Other possible head and neck procedures include:
- Tracheal shave. This is a procedure to minimize your thyroid cartilage or Adam's apple. During the procedure, a small incision will be made under your chin, in the shadow of your neck or in a skin fold to conceal the scar. Your surgeon will then reduce and reshape the cartilage.
- Lowering the hairline. Female hairlines tend to be located lower than male hairlines. During hairline lowering surgery, an incision is made at the meeting point of the hair-bearing and non-hair-bearing skin. The scalp is then raised, placed back and fixed to the bone. Excess forehead skin is removed.
- Hair transplantation. Men might experience hair loss. They also tend to have an M-shaped hairline that recedes at the temples, while women tend to have a rounded hairline. Hair transplantation can create a more feminine hairline. In this procedure, hair follicles from the back and side of the head are removed and transplanted to balding areas of the head and the temples.

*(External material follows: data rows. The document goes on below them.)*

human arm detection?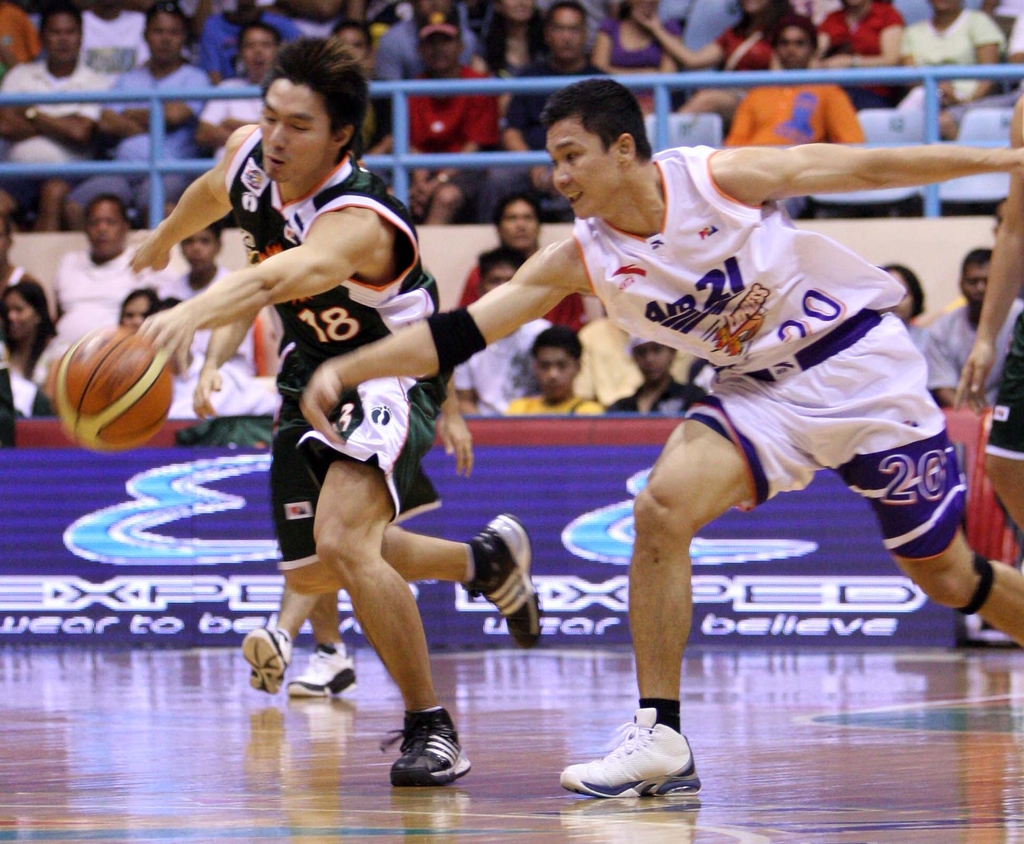
920,329,972,416
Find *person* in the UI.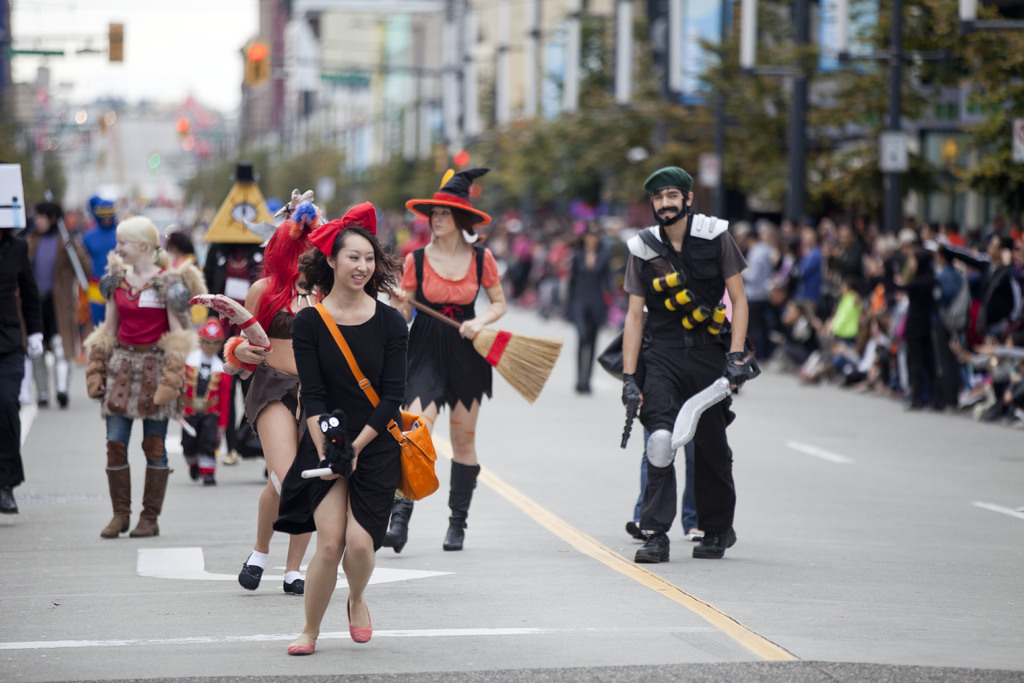
UI element at <region>21, 201, 64, 408</region>.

You also might need skin-tightening surgery, such as a face-lift or other treatments.
After the procedure
After surgery, expect to experience pain, redness and swelling in your face, most noticeably in your eyes, nose, jaw and chin. Avoid overexertion for one month. You can begin moderate exercise within three to six months.
Chewing and swallowing might be difficult due to incisions and swelling. Your surgeon might recommend that you work with a nutritionist to make sure you get enough nutrients following surgery. A healthy diet is an important part of your recovery.
Results
Definitive and stable results might not appear until up to a year after facial feminization surgery. During your recovery period, you'll continue to talk to specialists involved in your treatment about the evolution of your facial features and any complications you experience.
Facial feminization surgery can be an important part of gender transition. Research suggests that these surgeries can dramatically improve the quality of life in transgender women.